Why So Sad?

Why so sad today?  I didn’t expect this man sitting in front of us to ask that question, to even acknowledge us. When the pastor told the congregation to stand up and greet those around us, to share our names and how long we’ve been attending, I didn’t move, and so, neither did Chad. The tears were running freely down my face at this point, so I didn’t move. We sat there while everyone around us stood, greeting each other.

I just looked straight ahead, not making eye contact. But I could tell that this man in front of us and his family noticed us, noticed me. So after some long moments of slight awkwardness, he bent toward us and introduced himself, first to Chad, and then to me. He looked me in the eye and said, Why so sad today?

Our church– not the one we sat in today, but the small satellite campus started by this church a couple years ago– is gone. In October, we held the last service at the satellite campus, and I grieved. And so we chose to take some time off in November. Then Chad’s job, which is busiest in November and December, gave us another excuse to skip Sunday services at the main church. After that, Chad’s father passed away and we spent several weeks in Connecticut with family, grieving and celebrating the holidays as best we could. But it’s a new year and we’ve run out of reasons not to go. So we went this week. For the first time in over two-and-a-half years, we went to a service at our main church.

I lasted about five minutes before the first tear slid slowly down my cheek. I was fine at first, but then I caught a glimpse of one of the other families that had been at the satellite church with us. It made me sad, thinking how we used to spend our Sunday mornings together, in a small church where we all knew each other and cared for each other and prayed for each other, where we all worked together to be the church.  There, attending church meant building relationships. It meant walking into a group of people who knew your struggles. It meant that when you sat down for the service, the person sitting next to you was your friend and you knew their kids and had been to their house. Now, we were islands of families dotting a throng of strangers.

It’s easy for me to blame the church, for closing our satellite campus without our consent. I’m angry. I’m sad. And I’m trying to recover, but it’s hard, and so much of life has been hard lately, that I can’t seem to get over it. Why so sad? Because sometimes life just sucks, and you hope that your church is not going to be the one to let you down, but they did. They let me down. And when I was sitting there, ignoring the pastor’s request that we stand and greet each other, part of me wanted to keep feeling invisible in that crowd. But the other part of me wanted them to see, to know I was sad and that coming to church can’t make everything better. When that nice man gave his best effort at showing love to me in that moment, I fought an internal battle. What I said in response was, it’s a long story, so that I wouldn’t have to explain. What I wanted to say was, I’m sad because I don’t want to be here. Because I had a church family who I loved and who loved me, and now I don’t. Now I have to start over, in a place where I’ve never really felt at home.

I didn’t say those things because it’s awkward to bring someone into your anger and sadness when you don’t know them and when they probably love the thing that you’re railing against. But I wanted to bring him in, this man at church. I want to bring them all in. I want to shine a light on this thing the church did, to tell them all how much I’m hurting. I want to be angry and heartbroken and I want them to know I’m angry and heartbroken. I want them to care.  They took my church away, they took my ministry away, and then they left me alone to flounder in a crowd of strangers, assuming I would transition back in like everyone else.  It has been a hard reminder that the church is made up of people, broken and struggling and doing the best they can. I expect my church and its leaders to be above hurting people, to be better than that, to be Christ’s love all the time without fail, but it can’t, they can’t. And there are so many good people there, trying to do their best, trying to love. We talk so much about forgiveness and mercy and grace, but I just never expected that I would have to forgive to my church, to show mercy and grace to the pastors and elders.

I am thankful for that man, who reached through the pain to ask me why I was sad. I couldn’t tell him why I was crying, but the gesture was meaningful and compassionate and full of grace. And it surprised me. I wasn’t invisible to him, when it would have been easy for him to pretend that I was. I am thankful for my husband, who held my hand, who looked at me with tears in his own eyes and who cared for me in my pain as we walked out of the church after only twenty minutes.

I’m hanging on so tightly to what we had before. And most of those people that I lived my life with for those years in the satellite church came back to the main church, so I want to come back, despite my anger and sadness. I want to continue living my life with those people because I love them. But this place is not church to me. I don’t feel God here the way others do. I don’t feel God here the way I did at our small satellite location. And I feel like now I have to choose between those relationships and finding a church where I feel at home. And I don’t know what choice to make.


→ TRY IT: Go through the entries below and copy every line that holds the word "your".

● ● ● ● ●

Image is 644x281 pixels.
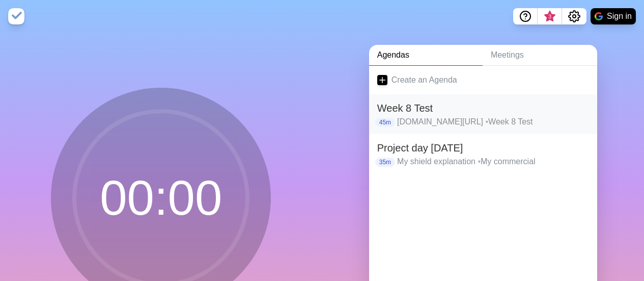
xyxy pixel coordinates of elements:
[562,8,587,25] button: Settings
[375,118,395,127] p: 45m
[8,8,25,25] img: timeblocks logo
[590,8,636,25] button: Sign in
[369,45,483,66] a: Agendas
[397,156,589,167] p: My shield explanation My commercial
[485,117,488,126] span: •
[377,100,589,116] h2: Week 8 Test
[375,157,395,167] p: 35m
[538,8,562,25] button: What’s new
[546,13,554,21] span: 3
[397,116,589,128] p: [DOMAIN_NAME][URL] Week 8 Test
[478,157,480,166] span: •
[595,12,603,20] img: google logo
[369,66,597,95] a: Create an Agenda
[483,45,597,66] a: Meetings
[377,140,589,156] h2: Project day [DATE]
[513,8,538,25] button: Help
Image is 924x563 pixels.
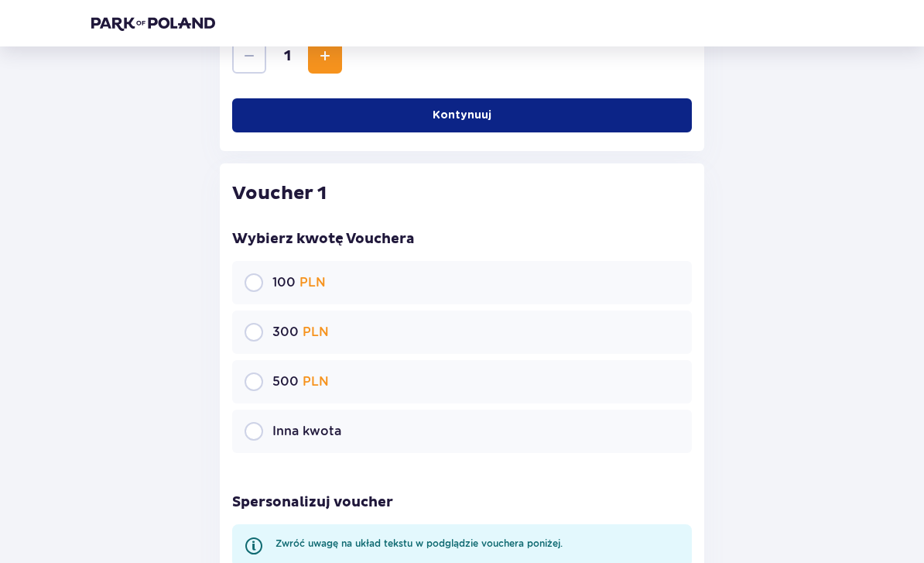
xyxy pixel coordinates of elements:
span: PLN [303,325,329,340]
span: 1 [269,48,305,67]
p: Kontynuuj [432,108,492,124]
img: Park of Poland logo [91,16,215,31]
span: PLN [299,275,326,290]
p: Inna kwota [273,423,341,441]
p: 100 [273,274,326,292]
p: Wybierz kwotę Vouchera [232,230,692,249]
p: 500 [273,374,329,391]
span: PLN [303,374,329,389]
p: Zwróć uwagę na układ tekstu w podglądzie vouchera poniżej. [275,537,563,551]
button: Decrease [232,40,266,74]
p: Voucher 1 [232,183,327,206]
p: 300 [273,324,329,341]
p: Spersonalizuj voucher [232,494,393,512]
button: Increase [308,40,342,74]
button: Kontynuuj [232,99,692,133]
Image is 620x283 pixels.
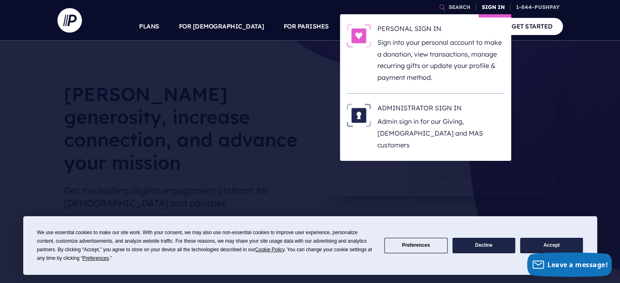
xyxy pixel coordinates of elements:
span: Leave a message! [548,261,608,270]
a: GET STARTED [502,18,563,35]
div: We use essential cookies to make our site work. With your consent, we may also use non-essential ... [37,229,375,263]
h6: PERSONAL SIGN IN [378,24,505,36]
img: ADMINISTRATOR SIGN IN - Illustration [347,104,371,127]
a: ADMINISTRATOR SIGN IN - Illustration ADMINISTRATOR SIGN IN Admin sign in for our Giving, [DEMOGRA... [347,104,505,151]
button: Leave a message! [527,253,612,277]
a: EXPLORE [404,12,433,41]
button: Decline [453,238,515,254]
button: Accept [520,238,583,254]
p: Admin sign in for our Giving, [DEMOGRAPHIC_DATA] and MAS customers [378,116,505,151]
span: Cookie Policy [255,247,285,253]
span: Preferences [82,256,109,261]
p: Sign into your personal account to make a donation, view transactions, manage recurring gifts or ... [378,37,505,84]
a: FOR PARISHES [284,12,329,41]
a: PERSONAL SIGN IN - Illustration PERSONAL SIGN IN Sign into your personal account to make a donati... [347,24,505,84]
img: PERSONAL SIGN IN - Illustration [347,24,371,48]
div: Cookie Consent Prompt [23,217,597,275]
a: COMPANY [452,12,482,41]
a: SOLUTIONS [349,12,385,41]
button: Preferences [385,238,447,254]
a: PLANS [139,12,159,41]
h6: ADMINISTRATOR SIGN IN [378,104,505,116]
a: FOR [DEMOGRAPHIC_DATA] [179,12,264,41]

● ● ● ● ●

→ RESULT OF THE TASK:
div: We use essential cookies to make our site work. With your consent, we may also use non-essential ... [37,229,375,263]
p: Sign into your personal account to make a donation, view transactions, manage recurring gifts or ... [378,37,505,84]
a: PERSONAL SIGN IN - Illustration PERSONAL SIGN IN Sign into your personal account to make a donati... [347,24,505,84]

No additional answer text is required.